Guidelines for Decency to Self

1.  A Cacophony of Voices.

We, humans, are not one “person.” Our heads are filled with any number of voices: The wise adult (mostly, we hope, in charge) but also, for many, an angry, lonely, or sad voice that can, in an instant, take over. Other voices, often deeply repressed, express the inevitable vulnerability we feel as mortal beings. Still others carry the stories that mask this vulnerability, making it more bearable. Work to have all of your voices in right relation with one another.

2.  Be Intimate With Your Self.

Intimacy – mutual and authentic contact – an option with others, is an unwavering goal with your self. This sounds obvious, but it isn’t. We ride roughshod over our self through the overly simple stories by which we live (e.g., I’m “unemotional and logical” or “nurturing and all loving’), or through consuming addictive distractions (work/ambition, drugs and alcohol, acquisitiveness, an obsessive focus on politics or sports). Recognize these forces within you. Do all you can to counteract them.

3.  Don’t Judge Your Emotional Brain. Understand and Manage It.

Your emotional brain is 10 times faster than your thinking brain and, once activated, stays in control until IT decides the danger has passed. It also shrinks your thinking brain, paving the way for a super fast emotional response. For these reasons, strong emotions, including negative ones such as anger, flare really quickly. So remember this: Strong emotions you can’t seem to control make you – not a jerk – but a human. Don’t judge them. Instead, seek to understand them and manage them.

4.  Create Safety for All Your Voices.

The essence of intimacy is to see – and be seen – fully, in all of our complexity. When safety is present, it nourishes and heals. When it’s absent, intimacy can tear us apart. Cultivate an ability to fully listen to all of your voices. Offer them the emotional support they’ll often need to speak up, fully and authentically. And remember as well that the voice that’s listening may, at times, be deeply affected by what’s being shared. Tend to that voice’s safety as well.

5.  Heal Yourself Through Integration, Not Amputation.

We instinctually wall off voices that hurt or behave badly, isolating them from our consciousness. This process leaves us vulnerable to their eruption in painful, hard to control ways. Then, we compound the problem by trying (in vain) to end the pain by killing these voices off. The better approach: Use your relational skills to integrate these voices into the larger whole that is you. Being seen and understood will ease their pain – and the pain they cause you. And your wiser parts can then take leadership in soothing them and tending to their deeper healing.

6.  Tend Appropriately to Your Childhood Wounds.

Childhood hurts create powerful inner voices that express both the pain we feel and the stories we create to cope with it. As adults, these voices live on; triggered – often without our awareness – by situations our brain associates with the original wounding event. For these voices, time stands still. If they came on line at 8, they’ll have the attributes of an 8 year old. Offer them love and understanding but also a firm, loving adult voice – just like you would with an 8 year old.

6.  Practice the Other, and Soothe.

Your emotional brain ways are deeply habitual. So when things are more relaxed and comfortable, remain aware of the characteristic feelings that are triggered in you when things get tense – anxiety? anger? obsessiveness? – and regularly practice the “other.” So, for example, deliberately get in the slow lane, or go to a meeting with a less meticulous game plan. And, when “that” feeling flares, do the little things that will soothe it: Music – or exercise – or a call to a friend. “That” feeling will recede (though at its own pace) and 10% or 20% less pain, in the meantime, matters.

7.  Never Give Up on Yourself.

With others, an inability to deal with a safety issue may limit or end the relationship. But when it comes to your self, things are very different. Never give up on your self or on any of the voices within you.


| Work required |
In the entries below, every line with the string "right" is to be reported.

--- Data extract ---

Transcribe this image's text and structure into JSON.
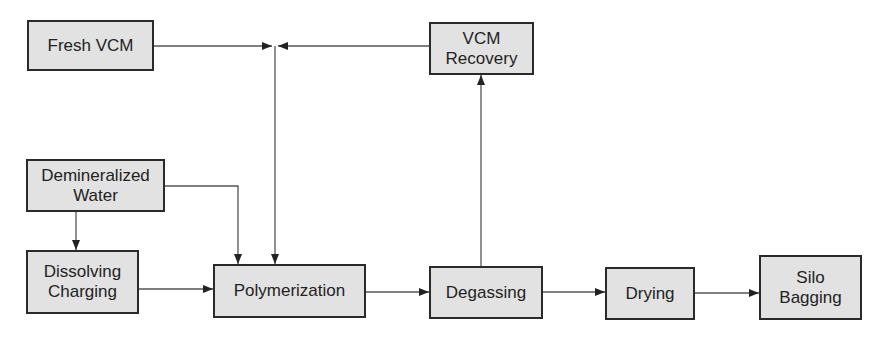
{
  "diagram": {
    "type": "process-flow",
    "nodes": [
      {
        "id": "fresh_vcm",
        "label": "Fresh VCM"
      },
      {
        "id": "vcm_recovery",
        "label": "VCM\nRecovery"
      },
      {
        "id": "demin_water",
        "label": "Demineralized\nWater"
      },
      {
        "id": "dissolving",
        "label": "Dissolving\nCharging"
      },
      {
        "id": "polymerization",
        "label": "Polymerization"
      },
      {
        "id": "degassing",
        "label": "Degassing"
      },
      {
        "id": "drying",
        "label": "Drying"
      },
      {
        "id": "silo",
        "label": "Silo\nBagging"
      }
    ],
    "edges": [
      {
        "from": "fresh_vcm",
        "to": "polymerization"
      },
      {
        "from": "vcm_recovery",
        "to": "polymerization"
      },
      {
        "from": "demin_water",
        "to": "dissolving"
      },
      {
        "from": "demin_water",
        "to": "polymerization"
      },
      {
        "from": "dissolving",
        "to": "polymerization"
      },
      {
        "from": "polymerization",
        "to": "degassing"
      },
      {
        "from": "degassing",
        "to": "vcm_recovery"
      },
      {
        "from": "degassing",
        "to": "drying"
      },
      {
        "from": "drying",
        "to": "silo"
      }
    ]
  }
}
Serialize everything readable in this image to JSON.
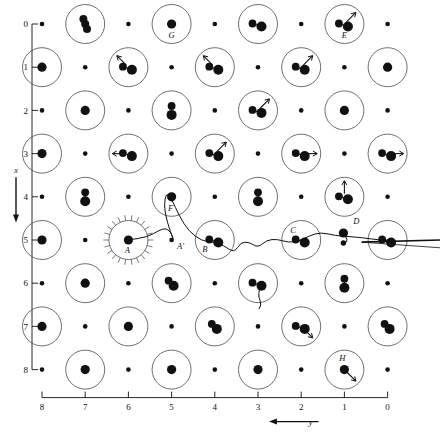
{
  "figure": {
    "type": "lattice-trajectory-diagram",
    "background": "#ffffff",
    "ink": "#111111",
    "circle_stroke": "#555555"
  },
  "axes": {
    "x": {
      "label": "y",
      "ticks": [
        "8",
        "7",
        "6",
        "5",
        "4",
        "3",
        "2",
        "1",
        "0"
      ],
      "values": [
        8,
        7,
        6,
        5,
        4,
        3,
        2,
        1,
        0
      ],
      "direction": "right-to-left",
      "arrow": "left",
      "position": "bottom"
    },
    "y": {
      "label": "x",
      "ticks": [
        "0",
        "1",
        "2",
        "3",
        "4",
        "5",
        "6",
        "7",
        "8"
      ],
      "values": [
        0,
        1,
        2,
        3,
        4,
        5,
        6,
        7,
        8
      ],
      "direction": "top-to-bottom",
      "arrow": "down",
      "position": "left"
    }
  },
  "chart_data": {
    "type": "scatter",
    "title": "",
    "xlabel": "y",
    "ylabel": "x",
    "xlim": [
      8,
      0
    ],
    "ylim": [
      0,
      8
    ],
    "grid": false,
    "legend": false,
    "lattice_note": "Checkerboard: sites where (row+col) is even are drawn as large open circles containing filled dots; the remaining sites are small bare dots.",
    "labelled_sites": [
      {
        "id": "A",
        "col": 6,
        "row": 5,
        "note": "starburst origin of trajectory"
      },
      {
        "id": "A'",
        "col": 5,
        "row": 5,
        "note": "small bare site on trajectory"
      },
      {
        "id": "B",
        "col": 4,
        "row": 5
      },
      {
        "id": "C",
        "col": 2,
        "row": 5
      },
      {
        "id": "D",
        "col": 1,
        "row": 4.75,
        "note": "bare site with pair near trajectory"
      },
      {
        "id": "E",
        "col": 1,
        "row": 0
      },
      {
        "id": "F",
        "col": 5,
        "row": 4
      },
      {
        "id": "G",
        "col": 5,
        "row": 0
      },
      {
        "id": "H",
        "col": 1,
        "row": 8
      }
    ],
    "sites": [
      {
        "col": 8,
        "row": 0,
        "circled": false,
        "dots": 1
      },
      {
        "col": 7,
        "row": 0,
        "circled": true,
        "dots": 3,
        "cluster": "vertical"
      },
      {
        "col": 6,
        "row": 0,
        "circled": false,
        "dots": 1
      },
      {
        "col": 5,
        "row": 0,
        "circled": true,
        "dots": 1,
        "label": "G"
      },
      {
        "col": 4,
        "row": 0,
        "circled": false,
        "dots": 1
      },
      {
        "col": 3,
        "row": 0,
        "circled": true,
        "dots": 2
      },
      {
        "col": 2,
        "row": 0,
        "circled": false,
        "dots": 1
      },
      {
        "col": 1,
        "row": 0,
        "circled": true,
        "dots": 2,
        "arrow": "ne",
        "label": "E"
      },
      {
        "col": 0,
        "row": 0,
        "circled": false,
        "dots": 1
      },
      {
        "col": 8,
        "row": 1,
        "circled": true,
        "dots": 1
      },
      {
        "col": 7,
        "row": 1,
        "circled": false,
        "dots": 1
      },
      {
        "col": 6,
        "row": 1,
        "circled": true,
        "dots": 2,
        "arrow": "nw"
      },
      {
        "col": 5,
        "row": 1,
        "circled": false,
        "dots": 1
      },
      {
        "col": 4,
        "row": 1,
        "circled": true,
        "dots": 2,
        "arrow": "nw"
      },
      {
        "col": 3,
        "row": 1,
        "circled": false,
        "dots": 1
      },
      {
        "col": 2,
        "row": 1,
        "circled": true,
        "dots": 2,
        "arrow": "ne"
      },
      {
        "col": 1,
        "row": 1,
        "circled": false,
        "dots": 1
      },
      {
        "col": 0,
        "row": 1,
        "circled": true,
        "dots": 1
      },
      {
        "col": 8,
        "row": 2,
        "circled": false,
        "dots": 1
      },
      {
        "col": 7,
        "row": 2,
        "circled": true,
        "dots": 1
      },
      {
        "col": 6,
        "row": 2,
        "circled": false,
        "dots": 1
      },
      {
        "col": 5,
        "row": 2,
        "circled": true,
        "dots": 2,
        "cluster": "vertical"
      },
      {
        "col": 4,
        "row": 2,
        "circled": false,
        "dots": 1
      },
      {
        "col": 3,
        "row": 2,
        "circled": true,
        "dots": 2,
        "arrow": "ne"
      },
      {
        "col": 2,
        "row": 2,
        "circled": false,
        "dots": 1
      },
      {
        "col": 1,
        "row": 2,
        "circled": true,
        "dots": 1
      },
      {
        "col": 0,
        "row": 2,
        "circled": false,
        "dots": 1
      },
      {
        "col": 8,
        "row": 3,
        "circled": true,
        "dots": 1
      },
      {
        "col": 7,
        "row": 3,
        "circled": false,
        "dots": 1
      },
      {
        "col": 6,
        "row": 3,
        "circled": true,
        "dots": 2,
        "arrow": "w"
      },
      {
        "col": 5,
        "row": 3,
        "circled": false,
        "dots": 1
      },
      {
        "col": 4,
        "row": 3,
        "circled": true,
        "dots": 2,
        "arrow": "ne"
      },
      {
        "col": 3,
        "row": 3,
        "circled": false,
        "dots": 1
      },
      {
        "col": 2,
        "row": 3,
        "circled": true,
        "dots": 2,
        "arrow": "e"
      },
      {
        "col": 1,
        "row": 3,
        "circled": false,
        "dots": 1
      },
      {
        "col": 0,
        "row": 3,
        "circled": true,
        "dots": 2,
        "arrow": "e"
      },
      {
        "col": 8,
        "row": 4,
        "circled": false,
        "dots": 1
      },
      {
        "col": 7,
        "row": 4,
        "circled": true,
        "dots": 2,
        "cluster": "vertical"
      },
      {
        "col": 6,
        "row": 4,
        "circled": false,
        "dots": 1
      },
      {
        "col": 5,
        "row": 4,
        "circled": true,
        "dots": 1,
        "label": "F"
      },
      {
        "col": 4,
        "row": 4,
        "circled": false,
        "dots": 1
      },
      {
        "col": 3,
        "row": 4,
        "circled": true,
        "dots": 2,
        "cluster": "vertical"
      },
      {
        "col": 2,
        "row": 4,
        "circled": false,
        "dots": 1
      },
      {
        "col": 1,
        "row": 4,
        "circled": true,
        "dots": 2,
        "arrow": "n"
      },
      {
        "col": 0,
        "row": 4,
        "circled": false,
        "dots": 1
      },
      {
        "col": 8,
        "row": 5,
        "circled": true,
        "dots": 1
      },
      {
        "col": 7,
        "row": 5,
        "circled": false,
        "dots": 1
      },
      {
        "col": 6,
        "row": 5,
        "circled": true,
        "dots": 1,
        "starburst": true,
        "label": "A"
      },
      {
        "col": 5,
        "row": 5,
        "circled": false,
        "dots": 1,
        "label": "A'"
      },
      {
        "col": 4,
        "row": 5,
        "circled": true,
        "dots": 2,
        "label": "B"
      },
      {
        "col": 3,
        "row": 5,
        "circled": false,
        "dots": 0
      },
      {
        "col": 2,
        "row": 5,
        "circled": true,
        "dots": 2,
        "label": "C"
      },
      {
        "col": 1,
        "row": 5,
        "circled": false,
        "dots": 2,
        "label": "D"
      },
      {
        "col": 0,
        "row": 5,
        "circled": true,
        "dots": 2
      },
      {
        "col": 8,
        "row": 6,
        "circled": false,
        "dots": 1
      },
      {
        "col": 7,
        "row": 6,
        "circled": true,
        "dots": 1
      },
      {
        "col": 6,
        "row": 6,
        "circled": false,
        "dots": 1
      },
      {
        "col": 5,
        "row": 6,
        "circled": true,
        "dots": 2,
        "cluster": "tight"
      },
      {
        "col": 4,
        "row": 6,
        "circled": false,
        "dots": 1
      },
      {
        "col": 3,
        "row": 6,
        "circled": true,
        "dots": 2,
        "tail": true
      },
      {
        "col": 2,
        "row": 6,
        "circled": false,
        "dots": 1
      },
      {
        "col": 1,
        "row": 6,
        "circled": true,
        "dots": 2,
        "cluster": "vertical"
      },
      {
        "col": 0,
        "row": 6,
        "circled": false,
        "dots": 1
      },
      {
        "col": 8,
        "row": 7,
        "circled": true,
        "dots": 1
      },
      {
        "col": 7,
        "row": 7,
        "circled": false,
        "dots": 1
      },
      {
        "col": 6,
        "row": 7,
        "circled": true,
        "dots": 1
      },
      {
        "col": 5,
        "row": 7,
        "circled": false,
        "dots": 1
      },
      {
        "col": 4,
        "row": 7,
        "circled": true,
        "dots": 2,
        "cluster": "tight"
      },
      {
        "col": 3,
        "row": 7,
        "circled": false,
        "dots": 1
      },
      {
        "col": 2,
        "row": 7,
        "circled": true,
        "dots": 2,
        "arrow": "se"
      },
      {
        "col": 1,
        "row": 7,
        "circled": false,
        "dots": 1
      },
      {
        "col": 0,
        "row": 7,
        "circled": true,
        "dots": 2,
        "cluster": "tight"
      },
      {
        "col": 8,
        "row": 8,
        "circled": false,
        "dots": 1
      },
      {
        "col": 7,
        "row": 8,
        "circled": true,
        "dots": 1
      },
      {
        "col": 6,
        "row": 8,
        "circled": false,
        "dots": 1
      },
      {
        "col": 5,
        "row": 8,
        "circled": true,
        "dots": 1
      },
      {
        "col": 4,
        "row": 8,
        "circled": false,
        "dots": 1
      },
      {
        "col": 3,
        "row": 8,
        "circled": true,
        "dots": 1
      },
      {
        "col": 2,
        "row": 8,
        "circled": false,
        "dots": 1
      },
      {
        "col": 1,
        "row": 8,
        "circled": true,
        "dots": 1,
        "arrow": "se",
        "label": "H"
      },
      {
        "col": 0,
        "row": 8,
        "circled": false,
        "dots": 1
      }
    ],
    "trajectory": {
      "description": "Particle path starting at site A (y=6,x=5), passing A', rising toward F, descending to B, continuing through C past D and exiting the right edge at x=5.",
      "waypoints": [
        {
          "y": 6.0,
          "x": 5.0
        },
        {
          "y": 5.55,
          "x": 4.93
        },
        {
          "y": 5.3,
          "x": 4.78
        },
        {
          "y": 5.12,
          "x": 4.72
        },
        {
          "y": 5.0,
          "x": 4.85
        },
        {
          "y": 4.95,
          "x": 5.02
        },
        {
          "y": 5.1,
          "x": 4.6
        },
        {
          "y": 5.18,
          "x": 4.2
        },
        {
          "y": 5.12,
          "x": 3.9
        },
        {
          "y": 5.0,
          "x": 4.05
        },
        {
          "y": 4.82,
          "x": 4.45
        },
        {
          "y": 4.6,
          "x": 4.8
        },
        {
          "y": 4.3,
          "x": 5.02
        },
        {
          "y": 4.05,
          "x": 5.05
        },
        {
          "y": 3.8,
          "x": 5.12
        },
        {
          "y": 3.55,
          "x": 5.3
        },
        {
          "y": 3.4,
          "x": 5.05
        },
        {
          "y": 3.2,
          "x": 5.05
        },
        {
          "y": 3.0,
          "x": 5.18
        },
        {
          "y": 2.8,
          "x": 5.0
        },
        {
          "y": 2.55,
          "x": 4.98
        },
        {
          "y": 2.3,
          "x": 5.06
        },
        {
          "y": 2.05,
          "x": 5.02
        },
        {
          "y": 1.8,
          "x": 4.9
        },
        {
          "y": 1.55,
          "x": 4.82
        },
        {
          "y": 1.2,
          "x": 4.9
        },
        {
          "y": 0.9,
          "x": 4.92
        },
        {
          "y": 0.55,
          "x": 4.95
        },
        {
          "y": 0.2,
          "x": 5.0
        },
        {
          "y": 0.0,
          "x": 5.0
        }
      ]
    }
  }
}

---

| Solution to the problem |
      "direction": "right-to-left",
      "description": "Particle path starting at site A (y=6,x=5), passing A', rising toward F, descending to B, continuing through C past D and exiting the right edge at x=5.",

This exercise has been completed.